You were kind enough to ask me to tell you more. Frankly, I do not find it easy to write about this period of my life for it brings back unwanted memories. But here it is:
After Margot’s death my life underwent a dramatic change. Losing myself in a circle of addicts, becoming a regular at all-night parties and dance clubs in an Amsterdam I had never known before, I looked for comfort and compassion in all the wrong places. I became a night creature, befriended the wrong people, woke up in strangers’ beds, and lost more than twenty-five pounds in just a few months.
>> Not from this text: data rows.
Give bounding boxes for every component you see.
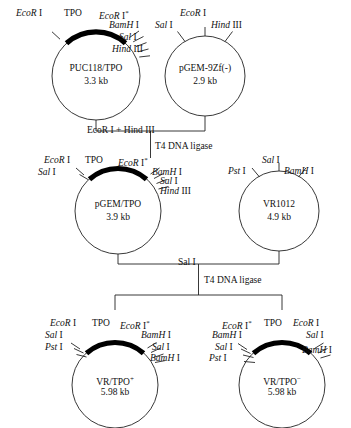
plasmid-name-pgem-9zf: pGEM-9Zf(-) — [155, 62, 255, 74]
insert-arc-puc118-tpo — [67, 32, 126, 43]
site-label-salI-pgem9zf: Sal I — [155, 20, 173, 30]
plasmid-name-pgem-tpo: pGEM/TPO — [68, 198, 168, 210]
digest-step-1-label: EcoR I + Hind III — [87, 125, 155, 135]
site-label-ecorI-vrtpominus: EcoR I — [293, 318, 319, 328]
site-label-pstI-vrtpominus: Pst I — [209, 353, 227, 363]
site-label-ecorI-puc118: EcoR I — [16, 8, 42, 18]
site-label-bamhI-bottom-vrtpoplus: BamH I — [150, 353, 180, 363]
site-label-pstI-vrtpoplus: Pst I — [45, 342, 63, 352]
site-label-ecorI-vrtpoplus: EcoR I — [50, 318, 76, 328]
site-label-salI-right-vrtpoplus: Sal I — [152, 342, 170, 352]
plasmid-name-vr1012: VR1012 — [229, 198, 329, 210]
site-label-ecorI-star-pgemtpo: EcoR I* — [118, 155, 148, 168]
site-label-salI-vr1012: Sal I — [262, 155, 280, 165]
site-label-bamhI-vr1012: BamH I — [284, 166, 314, 176]
site-label-bamhI-top-vrtpoplus: BamH I — [141, 330, 171, 340]
site-label-hindIII-pgem9zf: Hind III — [211, 20, 242, 30]
site-label-salI-left-vrtpoplus: Sal I — [45, 330, 63, 340]
insert-label-tpo-pgemtpo: TPO — [85, 155, 103, 165]
site-label-salI-left-vrtpominus: Sal I — [215, 342, 233, 352]
ligase-step-2-label: T4 DNA ligase — [204, 275, 262, 285]
insert-arc-vr-tpo-plus — [87, 342, 144, 353]
plasmid-size-pgem-9zf: 2.9 kb — [155, 75, 255, 87]
plasmid-size-vr-tpo-minus: 5.98 kb — [232, 386, 332, 398]
insert-arc-pgem-tpo — [90, 168, 147, 179]
site-label-hindIII-pgemtpo: Hind III — [160, 186, 191, 196]
insert-label-tpo-vrtpoplus: TPO — [92, 318, 110, 328]
plasmid-size-puc118-tpo: 3.3 kb — [46, 75, 146, 87]
site-label-bamhI-puc118: BamH I — [109, 20, 139, 30]
ligase-step-1-label: T4 DNA ligase — [155, 141, 213, 151]
insert-label-tpo-vrtpominus: TPO — [264, 318, 282, 328]
site-label-salI-left-pgemtpo: Sal I — [38, 167, 56, 177]
plasmid-size-vr-tpo-plus: 5.98 kb — [65, 386, 165, 398]
site-label-ecorI-pgem9zf: EcoR I — [180, 8, 206, 18]
site-label-bamhI-right-vrtpominus: BamH I — [302, 345, 332, 355]
site-label-ecorI-pgemtpo: EcoR I — [44, 155, 70, 165]
site-label-salI-pgemtpo: Sal I — [160, 176, 178, 186]
site-label-bamhI-left-vrtpominus: BamH I — [212, 330, 242, 340]
site-label-pstI-vr1012: Pst I — [228, 166, 246, 176]
plasmid-size-vr1012: 4.9 kb — [229, 211, 329, 223]
figure-canvas: EcoR I TPO EcoR I* BamH I Sal I Hind III… — [0, 0, 351, 428]
plasmid-name-puc118-tpo: PUC118/TPO — [46, 62, 146, 74]
digest-step-2-label: Sal I — [178, 257, 196, 267]
site-label-hindIII-puc118: Hind III — [112, 44, 143, 54]
site-label-salI-puc118: Sal I — [119, 32, 137, 42]
site-label-salI-right-vrtpominus: Sal I — [306, 330, 324, 340]
insert-label-tpo-puc118: TPO — [64, 8, 82, 18]
plasmid-size-pgem-tpo: 3.9 kb — [68, 211, 168, 223]
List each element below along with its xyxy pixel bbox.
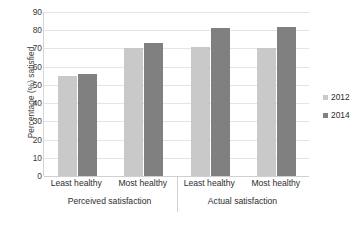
y-axis-tick-60: 60 bbox=[22, 62, 42, 70]
y-axis-tick-80: 80 bbox=[22, 26, 42, 34]
legend-label: 2012 bbox=[331, 93, 350, 101]
bar-2014-3 bbox=[277, 27, 296, 176]
y-axis-tick-40: 40 bbox=[22, 99, 42, 107]
y-axis-tick-10: 10 bbox=[22, 154, 42, 162]
x-axis-label-0: Least healthy bbox=[51, 178, 102, 188]
y-axis-tick-70: 70 bbox=[22, 44, 42, 52]
group-label-1: Actual satisfaction bbox=[208, 196, 277, 206]
x-axis-label-3: Most healthy bbox=[251, 178, 300, 188]
legend-item-2014[interactable]: 2014 bbox=[323, 110, 361, 120]
bar-2014-1 bbox=[144, 43, 163, 176]
y-axis-tick-labels: 0102030405060708090 bbox=[22, 12, 42, 176]
bar-2012-0 bbox=[58, 76, 77, 176]
y-axis-tick-20: 20 bbox=[22, 135, 42, 143]
x-axis-label-2: Least healthy bbox=[184, 178, 235, 188]
legend-swatch-icon-2012 bbox=[323, 95, 328, 100]
plot-area bbox=[43, 12, 309, 176]
legend-swatch-icon-2014 bbox=[323, 113, 328, 118]
y-axis-tick-90: 90 bbox=[22, 8, 42, 16]
bar-2014-2 bbox=[211, 28, 230, 176]
y-axis-tick-50: 50 bbox=[22, 81, 42, 89]
legend: 20122014 bbox=[323, 92, 361, 128]
legend-label: 2014 bbox=[331, 111, 350, 119]
bar-chart: Percentage (%) satisfied 010203040506070… bbox=[0, 0, 361, 225]
bar-2012-2 bbox=[191, 47, 210, 176]
bar-2014-0 bbox=[78, 74, 97, 176]
group-label-0: Perceived satisfaction bbox=[68, 196, 152, 206]
y-axis-tick-30: 30 bbox=[22, 117, 42, 125]
bar-2012-1 bbox=[124, 48, 143, 176]
x-axis-tick-labels: Least healthyMost healthyLeast healthyMo… bbox=[43, 178, 309, 194]
x-axis-group-labels: Perceived satisfactionActual satisfactio… bbox=[43, 196, 309, 212]
bar-2012-3 bbox=[257, 48, 276, 176]
y-axis-tick-0: 0 bbox=[22, 172, 42, 180]
x-axis-label-1: Most healthy bbox=[118, 178, 167, 188]
bars-layer bbox=[44, 12, 309, 176]
legend-item-2012[interactable]: 2012 bbox=[323, 92, 361, 102]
The first time I sniffed heroin, I threw up and got so sick I couldn’t keep my head up the whole day. My body had rejected the drug. It was a sign but I was in no state to see it. Before I knew it, I had replaced sniffing with injections. Marijuana, hashish, acid, cocaine—I tried whatever I could get my hands on. It didn’t take me long to make a mess of myself, mentally and physically. Everything I did, I did to stay high.
And when high I planned spectacular ways to kill myself. I even tried hemlock, in the manner of Socrates, but either its poison didn’t have an effect on me or the dark herb I bought at the back door of a Chinese takeout was some ordinary plant. Perhaps they sold me some kind of green tea and had a laugh at my expense. Many mornings I woke up in unfamiliar places with someone new by my side, but with the same emptiness eating me up inside. Women took care of me. Some were younger than me, others much older. I lived in their houses, slept in their beds, stayed in their summer resorts, ate the food they cooked, wore their husbands’ clothes, shopped with their credit cards, and refused to give them even a speck of the love they demanded and no doubt deserved.
The life I had chosen quickly took its toll. I lost my job, I lost my friends, and finally I lost the apartment Margot and I had spent many happy days in. When it became apparent that I couldn’t bear this lifestyle anymore, I stayed in squat houses where everything was collective. I spent more than fifteen months at one squat house in Rotterdam. There were no doors in the building, neither outside nor inside, not even in the bathroom. We shared everything. Our songs, dreams, pocket money, drugs, food, beds … Everything but the pain.
Years into a life of drugs and debauchery, I hit rock bottom, a shadow of the man I used to be. As I was washing my face one morning, I stared into the mirror. I had never seen anybody so young who was so drained and sad. I went back to bed and cried like a child. The same day I rummaged through the boxes where I kept Margot’s belongings. Her books, clothes, records, hairpins, notes, pictures—one by one, I bade farewell to every keepsake. Then I put them back in boxes and gave them away to the children of the immigrants she cared so deeply about. It was 1977.
With the help of God-sent connections, I found a job at a well-known travel magazine as a photographer. This is how I embarked on a journey to North Africa with a canvas suitcase and a framed picture of Margot, running away from the man I had become.
Then a British anthropologist I met in the Saharan Atlas gave me an idea. He asked me if I had ever considered being the first Western photographer to sneak into the holiest cities of Islam. I didn’t know what he was talking about. He said there was a Saudi law that strictly forbade non-Muslims from entering Mecca and Medina. No Christians or Jews were allowed, unless one found a way to break in to the city and take pictures. If caught, you could go to jail, or even worse. I was all ears. The thrill of trespassing into forbidden territory, achieving what no one else had accomplished before, the surge of adrenaline, not to mention the fame and money that would come at the end … I was attracted to the idea like a bee drawn to a pot of honey.
The anthropologist said I could not do this alone and needed a connection. He suggested checking the Sufi brotherhoods in the area. You never know, they might agree to help, he said.
I didn’t know anything about Sufism, and I couldn’t have cared less. As long as they offered to help, I was happy to meet the Sufis. To me they were just a means to an end. But then, at the time, so was everyone and everything else.
Life is odd, Ella. In the end I never made it to Mecca or Medina. Not then, not later. Not even after I converted to Islam. Destiny took me on a different route altogether, one of unexpected twists and turns, each of which changed me so profoundly and irrevocably that after a while the original destination lost its significance. Though motivated by purely materialistic reasons at the outset, when the journey came to an end, I was a transformed man.
As for the Sufis, who could have known that what I had initially seen as a means to an end would very soon become an end in itself? This part of my life I call my encounter with the letter u in the word “Sufi.”